Did he live by the existentialists' principles, boldly hewing a maverick's path through a meaningless universe?

"You think you do," he winces. "I liked to imagine that my decisions were all decisions made, you know, in line with Fear and Trembling. But I'm sure they were very prosaic, middle-class decisions made on a practical basis. The truth of the matter is all you wind up being, as I wound up, is a fan - just a fan who would ask for an autograph."

He recalls visiting Paris for the first time in 1965 during the production of What's New Pussycat?, his first film as screenwriter, and spending most of the trip trying fruitlessly to engineer a meeting with

Jean-Paul Sartre. "Finally I met one man who said for a very good price he could bring the two of us together, but I couldn't afford it," he says with a straight face.

At that time or since, has he ever contemplated carrying out a perfect murder himself? "I'm telling you, if I started by killing one person, soon there would be no one left in the world but me," he shoots back. Would it worry him if his teenage adopted daughters with Soon-Yi, Bechet and Manzie, started dating existentialists? His face droops into a familiar look of mock despair. "I'd feel it was appropriate."

Allen's own parents weren't exactly the existentialist type. As his documentary-maker quips in Crimes and Misdemeanours: "Where I grew up in Brooklyn, everybody was too unhappy to commit suicide." His mother Nettie, he remembers, said he turned into "a nasty, sour, rotten kid" at the age of five, when he first became aware of his own mortality. His father Martin worked as a taxi driver, a bartender and a waiter. "And if I hadn't been able to write jokes," he says, "I'd be doing the same." But write jokes he could, and by the age of 16, the gags he'd been sending to comedians were making him more money than his father had ever earned.

Humour, he says, is "a genetic thing. I was always amusing for some reason ... I don't know why, it's just the way it was." He describes his early success as "luck, pure luck - an accident, in the same way someone has an ear for music".

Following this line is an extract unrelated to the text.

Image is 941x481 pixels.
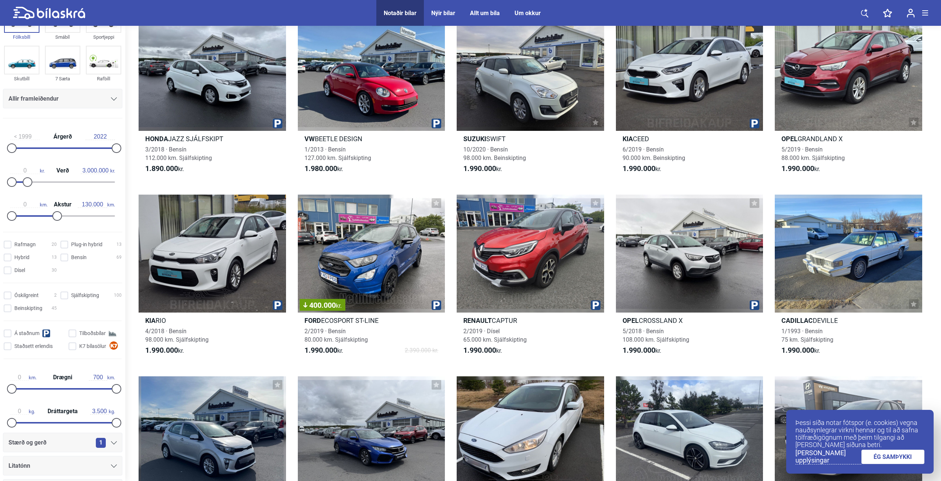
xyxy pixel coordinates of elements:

He concedes that he wrote his early material with himself in mind - first the one-liners and then entire scripts, like Bananas, Sleeper and Love and Death, in which motor-mouthed nebbishes have varying degrees of success with women well out of their leagues. "The jokes were always for guys, about how to get girls." The change came, he says, with Diane Keaton, with whom he shared a brief romance in 1970, after casting her in his Broadway production of Play It Again, Sam.

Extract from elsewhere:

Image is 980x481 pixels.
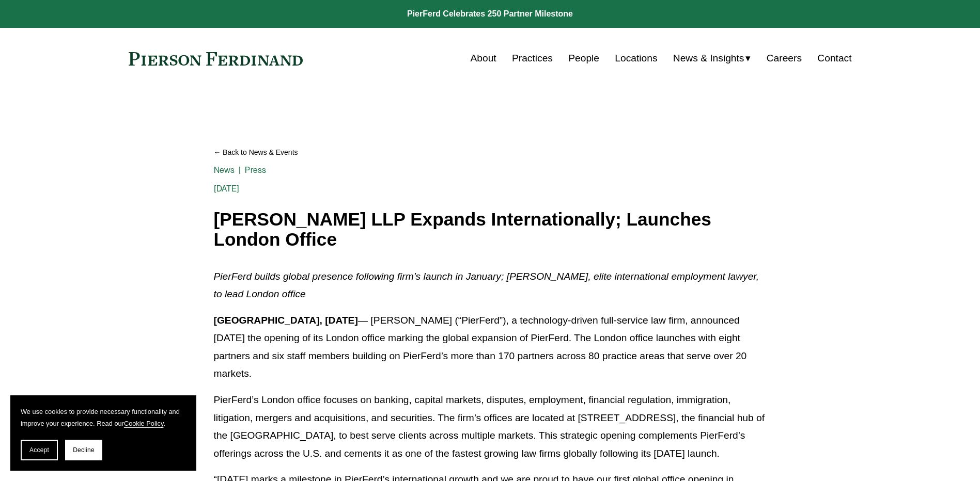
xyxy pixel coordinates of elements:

"She was so funny and so intelligent that I saw things from her perspective and started to write for her," he says. "And I wrote for her for years." The results included Annie Hall, perhaps the finest romantic comedy ever made.

Emma Stone, who comes as close to providing the voice of reason in Irrational Man as the film allows, made Allen think of Keaton when he first saw her in the high school comedy Easy A, which he discovered accidentally while channel-surfing on his treadmill. "She reminds me of Diane in this sense: I think they're both kind of limitless in their talent," he says.

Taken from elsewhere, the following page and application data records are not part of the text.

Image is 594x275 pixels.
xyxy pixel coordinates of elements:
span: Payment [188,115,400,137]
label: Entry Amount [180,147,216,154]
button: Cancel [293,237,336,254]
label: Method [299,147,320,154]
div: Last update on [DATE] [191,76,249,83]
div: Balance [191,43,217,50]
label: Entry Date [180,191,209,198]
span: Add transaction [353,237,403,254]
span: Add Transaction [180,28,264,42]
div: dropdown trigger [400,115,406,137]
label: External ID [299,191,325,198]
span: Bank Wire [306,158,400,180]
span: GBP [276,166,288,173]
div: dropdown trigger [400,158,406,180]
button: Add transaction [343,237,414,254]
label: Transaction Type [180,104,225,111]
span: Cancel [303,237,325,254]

Allen's peculiar mix of fiercely analytical drama and anxious laughs suits Stone almost as well as it did Keaton, Dianne Wiest, Gena Rowlands and Mia Farrow, and Allen describes his attempts to write roles she'd accept as a "welcome distraction" as he approaches the inevitable point at which no more Woody Allen films will be forthcoming.

Does it matter to him, this mad movie-a-year regime he's maintained since A Midsummer Night's Sex Comedy in 1982, with a further as-yet-untitled film and Amazon Prime series ("the worst decision of my life") due in 2016?

"Who cares, really, in the end?" he groans. "It's a distraction, like practising my clarinet, or going to the movies and watching Fred Astaire dance for an hour-and-a-half."

And love? "And love is a distraction as well. You meet somebody and they're all you can think about, then if you're lucky you can be happily married for 25 or 30 years. Then suddenly you see something in your X-ray here" - he points to his chest - "and your wife can give you some kind of comfort. But the comfort is a Band-Aid. It doesn't do the trick. It can't save you. It just makes things a little less horrible." His words aren't funny in the slightest, but I find myself laughing.